The reception room on the left is the diningroom, opening through an arch into the kitchen and from here directly into the family room; it’s designed to give a view of the back garden from the front of the house. The original floor was replaced with a solid hickory floor that runs from the diningroom through the kitchen and into the family room.
The kitchen is long rather than wide, with cream units, a small island in the centre, topped like the countertops with polished black granite and a green Aga. The owners had originally thought of getting rid of it – and are very grateful they didn’t. “You can cook at any time, dry clothes,” they say, adding that overall, theirs is a very dry house. There’s a utility room at the end of the front hall with a door into the side of the garden and a small toilet off it.
The family room is bright, with a roof light over it and two sets of double floor-to-ceiling glazed doors opening into the garden.

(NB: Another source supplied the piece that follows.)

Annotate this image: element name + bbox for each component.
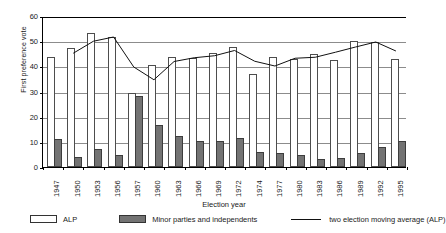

Upstairs, the remodelled family bathroom is on the first return. It’s a large, bright room with a claw foot bath, shower and a Villeroy and Boch vintage wash-hand basin. All the bedrooms are doubles: the main bedroom at the front has built-in wardrobes and an en suite shower with, like the family bathroom, underfloor heating.
The 23m-long back garden is neatly landscaped, with lots of plants and shrubs, a deck, patios and gravelled areas, a small lawn and paths down to a double parking space at the bottom of the garden. The parking area is accessed off a laneway off Sandycove Avenue East, just around the corner from the Forty Foot. There’s no off-street parking in the front but potential to create it, subject to planning permission. (Off-street spaces have been permitted in neighbouring Munster Terrace.)
Mariners is on the busy Breffni Road, the part of the main Dún Laoghaire to Dalkey road between Sandycove Avenue East and the bottom of Castlepark Road.